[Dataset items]
BEGIN

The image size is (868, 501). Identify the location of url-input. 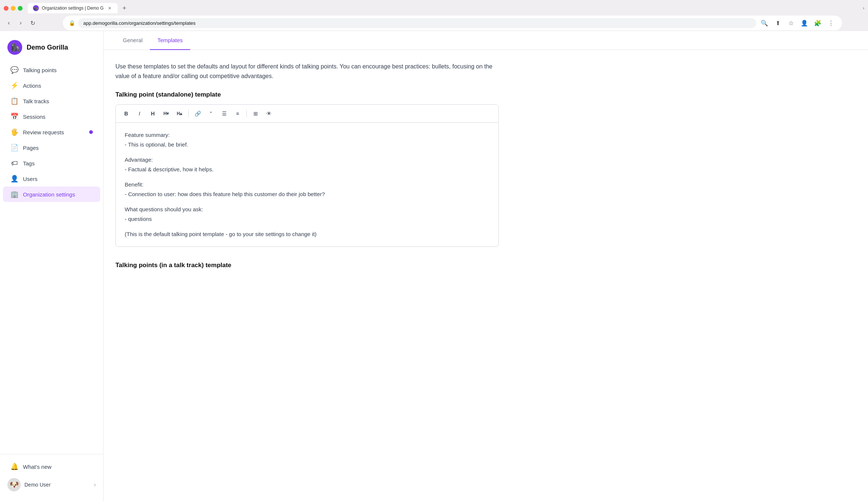
(417, 23).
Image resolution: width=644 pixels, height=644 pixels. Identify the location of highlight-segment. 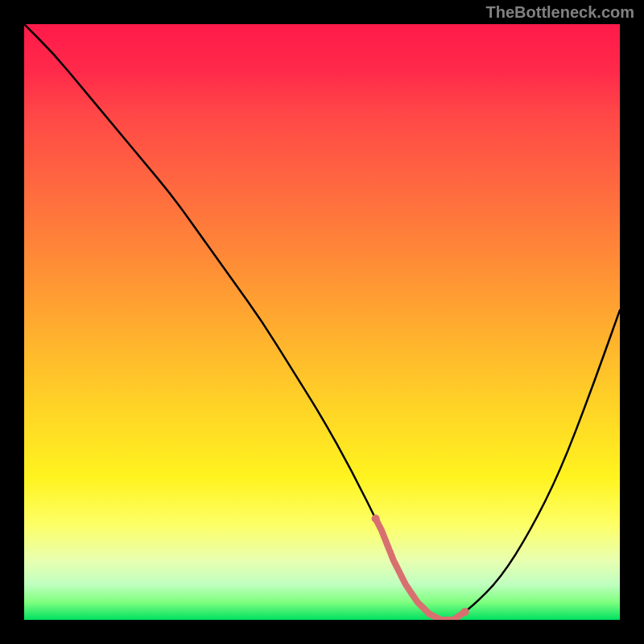
(420, 569).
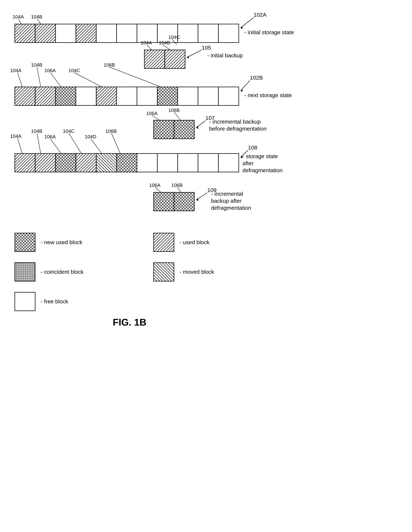 The image size is (412, 532). I want to click on svg-text: 104D, so click(91, 137).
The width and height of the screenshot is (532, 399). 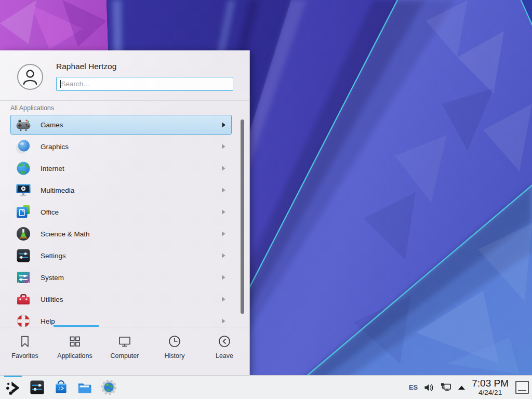 I want to click on monitor-play-icon, so click(x=23, y=190).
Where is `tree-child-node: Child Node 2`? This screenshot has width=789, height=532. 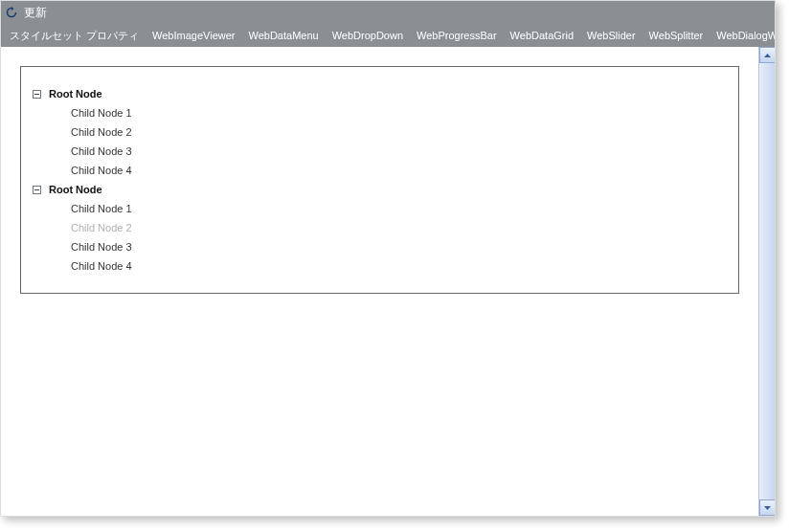
tree-child-node: Child Node 2 is located at coordinates (398, 132).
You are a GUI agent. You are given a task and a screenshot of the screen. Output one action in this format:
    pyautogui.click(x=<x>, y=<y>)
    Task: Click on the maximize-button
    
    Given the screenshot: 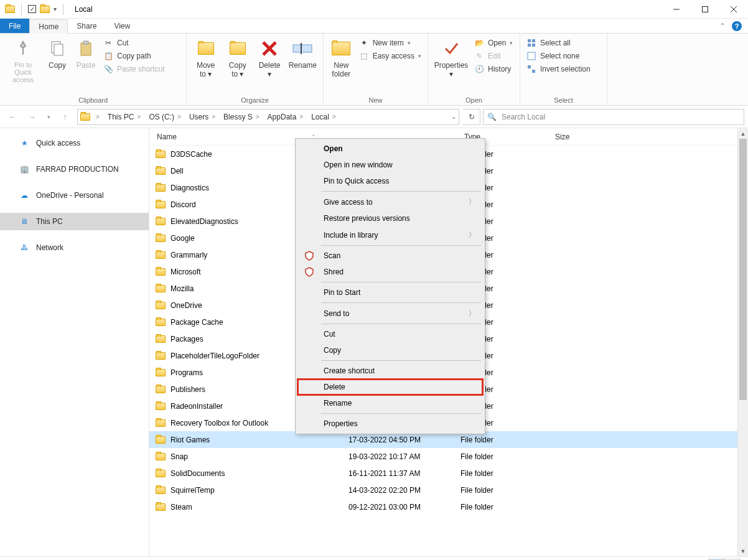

END

## Exercise objective:
Please repeat, exactly as written, only the lines from the line with "You are a GUI" to the end of the data, leaving out every picture.

## Result:
You are a GUI agent. You are given a task and a screenshot of the screen. Output one action in this format:
    pyautogui.click(x=<x>, y=<y>)
    Task: Click on the maximize-button
    
    Given the screenshot: 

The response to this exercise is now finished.